Social Interfaces

Programmers are familiar with navigating interfaces and protocols. Whether it’s ASCII, a function signature, an OOP interface, HTTP, or gRPC, these kinds of interfaces are ubiquitous, exist at all levels of abstraction, and are necessary for connecting distinct modules to form a coherent system.

I’ve been musing about the ways that culture, laws, and authority act as dynamic social interfaces. These structures seem to emerge as solutions to social coordination problems. Different solutions have different advantages and disadvantages.

Large groups have coordination problems

Many families, communes, and kibbutzes demonstrate a successful kind of anarcho-communism—there is a high degree of trust, and individuals get along through mutual aid and without formal codes. One explanation is to consider that the ad-hoc coordination exhibited in small groups works because of a kind of empathic simulation. Each individual has a highly accurate predictive model of social interaction within the group; given virtually any scenario and a subgroup, an individual can simulate how the subgroup will react to the situation. I speculate that the ability to accurately anticipate behavior is the essence of “trust”. (This sentiment seems core to expressions like “I don’t like him, but I trust him”).

However, we see empirically that the social cohesion of unstructured groups tends to dissolve as the number of members exceeds about 150. Robin Dunbar’s research on primate brain size and social groups suggests that these problems are due to fundamental cognitive limits on Homo sapiens ability to process information. This makes sense given the model of trust presented above. As the number of members in the group increases, the size of the set of possible interactions undergoes a combinatorial explosion. At some point, the cognitive load to grok it is too much. At this point, group trust sharply decreases. As simple experiments in game theory show, trustless coordination is expensive. More is different.

Mediated trust

The solution to trust and coordination problems is the introduction of external structures to mediate the interaction. For example, the prisoners dilemma is easily solved in the real world by two key mediators:

  1. The mob boss, who decrees that finks will sleep with the fishes

  2. The mobster’s code, which suggests that “snitches get stitches”

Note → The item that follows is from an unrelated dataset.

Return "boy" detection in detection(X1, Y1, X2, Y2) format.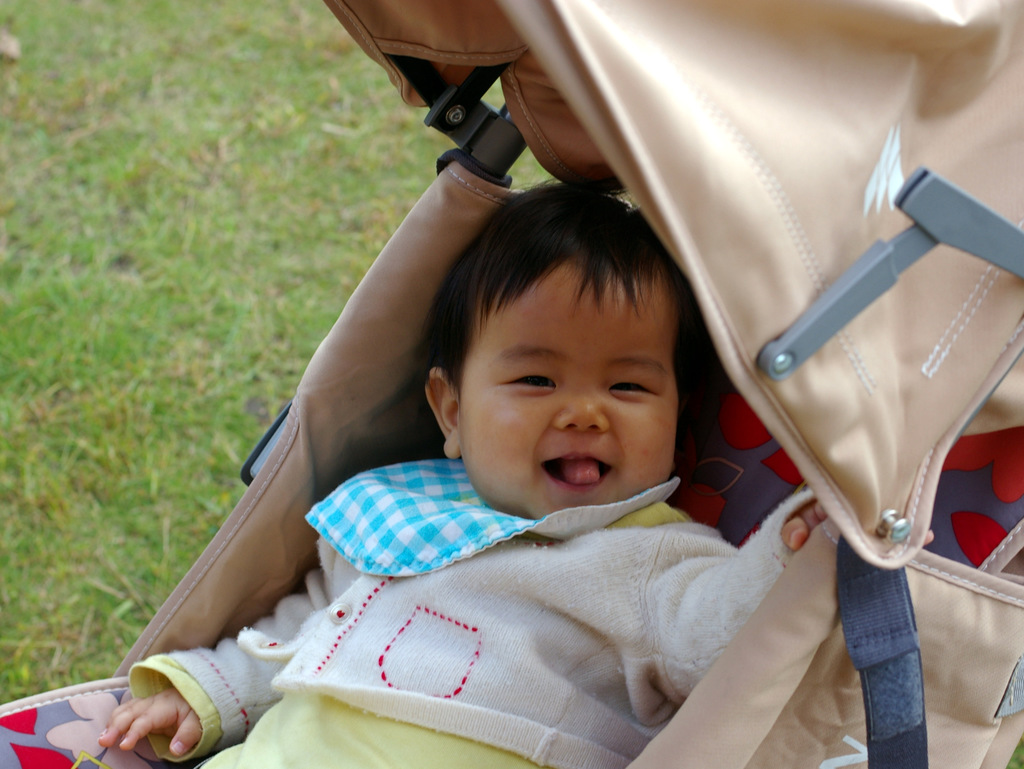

Each of these structures creates a kind of transitive trust for the prisoners. The mob boss has a monopoly on use of force; since his decrees have guaranteed enforcement, he can trust anyone to do what he says. Since Prisoner A trusts the outcome of the mob boss’s decree, and the mob boss trusts that Prisoner B must do as he says, Prisoner A can trust Prisoner B not to rat. Likewise with the mobster’s code. More generally, these two structures can be thought of as analogous to government fiat (centralized enforcement) and culture (distributed enforcement). Each structure takes a complex web of interactions and flattens it into a simple set of rules—hence the term, “social interface”.

Different interfaces, different advantages

The level of formality and mechanism of enforcement of these social interfaces create tradeoffs. A very formal social interface (a written law or code of conduct) is clearly understood and enforced. However, a less formal social interface (a culture) permits more nuance and adaptation to changing circumstances. Central enforcement creates common understanding and prevents vigilantism. Distributed enforcement may be more specialized to local circumstances.

It is also interesting to consider that some styles of social interfaces may be more stable at different group sizes. What kinds of interfaces scale? Which ones don’t?

Multilevel coordination

Distance and varied systems introduce friction and reduce trust. Local communities typically have high-trust relationships because of common culture and higher accountability for local externalities (the “don’t shit where you eat” principle). Trust is lower between more distant polities. Culture and legal structures differ more. Individuals have a less predictive mental model for behavior. Federated models are necessary.

Impersonal and Unequal

It seems clear that for humans to collaborate at the massive scales that we do today, we need social interfaces that simplify the ever-more-complex trust issues that have emerged. However, there are also clear problems with the interfaces we have today. Creating interfaces that are consistent means the circumstances of individuals have to be abstracted away. Enforcement of interfaces traditionally requires monopoly on force, which means that hierarchies must be created and some individuals are given more power. As our societies become larger, they seem to create more inequality and social alienation.

What comes next?

Past innovations have let us coordinate beyond our individual cognitive limits. Some argue that the written word built ancient empires and that the printing press empowered nation-states. We now have a global internet, instant video call, and trustless distributed ledgers. Some LWers are thinking about prediction markets. Scott Alexander has posted a number of interesting thought experiments in alternative governance.

What failed ideas were just too early? What new and better social modes can we create?